Reya Vir, Shreya Shankar, Harrison Chase, Will Fu-Hinthorn, Aditya Parameswaran

TL;DR

PROMPTEVALS introduces PromptEvals, a large-scale dataset of 2087 production-oriented LLM prompts and 12,623 ground-truth assertion criteria to study automatic generation of guardrails for LLM pipelines. The work establishes a benchmark with train/validation/test splits and evaluates GPT-4o against open-source models (Mistral-7b, Llama-3-8b), finding that fine-tuned open-source models outperform GPT-4o on semantic-F1 and offer lower latency. A three-step criterion construction process (initial generation, manual augmentation, refinement) paired with Semantic F1-based evaluation enables robust, domain-aware assertion development. By releasing both PromptEvals and fine-tuned models, the authors aim to advance reliable, cost-effective, production-ready prompt engineering and LLM reliability research across domains.

Abstract

Large language models (LLMs) are increasingly deployed in specialized production data processing pipelines across diverse domains -- such as finance, marketing, and e-commerce. However, when running them in production across many inputs, they often fail to follow instructions or meet developer expectations. To improve reliability in these applications, creating assertions or guardrails for LLM outputs to run alongside the pipelines is essential. Yet, determining the right set of assertions that capture developer requirements for a task is challenging. In this paper, we introduce PROMPTEVALS, a dataset of 2087 LLM pipeline prompts with 12623 corresponding assertion criteria, sourced from developers using our open-source LLM pipeline tools. This dataset is 5x larger than previous collections. Using a hold-out test split of PROMPTEVALS as a benchmark, we evaluated closed- and open-source models in generating relevant assertions. Notably, our fine-tuned Mistral and Llama 3 models outperform GPT-4o by 20.93% on average, offering both reduced latency and improved performance. We believe our dataset can spur further research in LLM reliability, alignment, and prompt engineering.

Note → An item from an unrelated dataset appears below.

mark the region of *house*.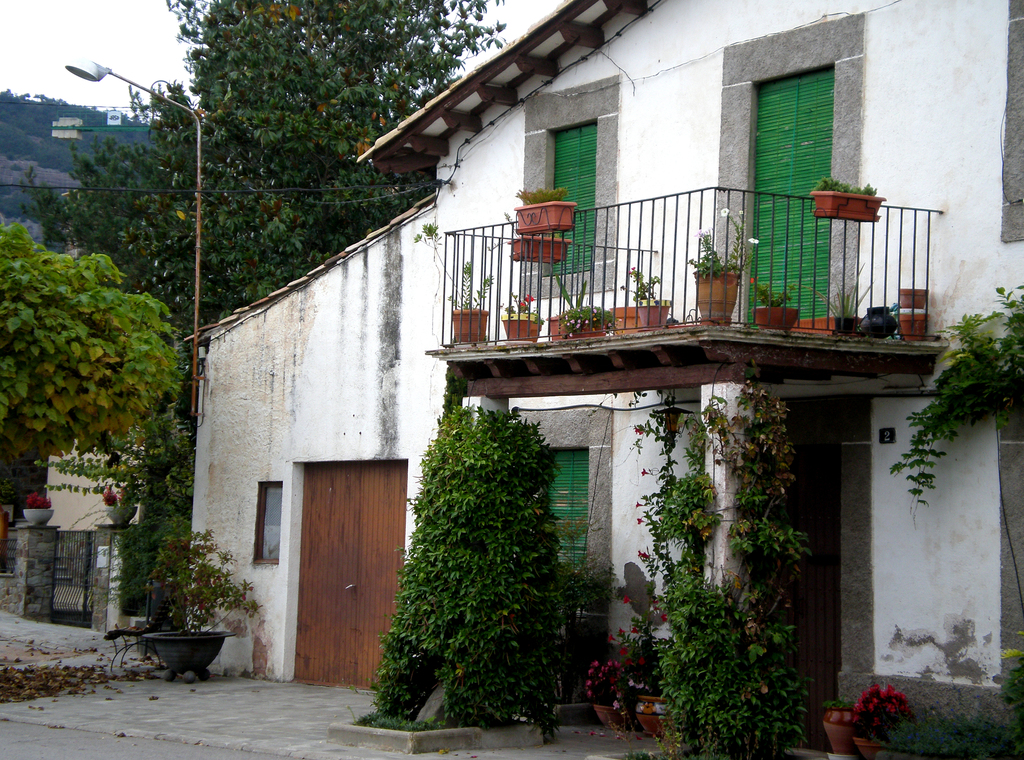
Region: bbox=[191, 0, 1023, 757].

PROMPTEVALS: A Dataset of Assertions and Guardrails for Custom Production Large Language Model Pipelines

TL;DR

PROMPTEVALS introduces PromptEvals, a large-scale dataset of 2087 production-oriented LLM prompts and 12,623 ground-truth assertion criteria to study automatic generation of guardrails for LLM pipelines. The work establishes a benchmark with train/validation/test splits and evaluates GPT-4o against open-source models (Mistral-7b, Llama-3-8b), finding that fine-tuned open-source models outperform GPT-4o on semantic-F1 and offer lower latency. A three-step criterion construction process (initial generation, manual augmentation, refinement) paired with Semantic F1-based evaluation enables robust, domain-aware assertion development. By releasing both PromptEvals and fine-tuned models, the authors aim to advance reliable, cost-effective, production-ready prompt engineering and LLM reliability research across domains.

Abstract

Large language models (LLMs) are increasingly deployed in specialized production data processing pipelines across diverse domains -- such as finance, marketing, and e-commerce. However, when running them in production across many inputs, they often fail to follow instructions or meet developer expectations. To improve reliability in these applications, creating assertions or guardrails for LLM outputs to run alongside the pipelines is essential. Yet, determining the right set of assertions that capture developer requirements for a task is challenging. In this paper, we introduce PROMPTEVALS, a dataset of 2087 LLM pipeline prompts with 12623 corresponding assertion criteria, sourced from developers using our open-source LLM pipeline tools. This dataset is 5x larger than previous collections. Using a hold-out test split of PROMPTEVALS as a benchmark, we evaluated closed- and open-source models in generating relevant assertions. Notably, our fine-tuned Mistral and Llama 3 models outperform GPT-4o by 20.93% on average, offering both reduced latency and improved performance. We believe our dataset can spur further research in LLM reliability, alignment, and prompt engineering.

Paper Structure

This paper contains 30 sections, 3 equations, 4 figures, 6 tables.

Figures (4)

  • Figure 1: Examples of criteria pairs and their semantic similarity scores. High-scoring pairs typically represent constraints that are explicitly stated or logically derived from the prompt, while low-scoring pairs often include vague, generic, or difficult-to-measure constraints.
  • Figure 2: Distribution of Domains and Subdomains of Tasks Represented in PromptEvals.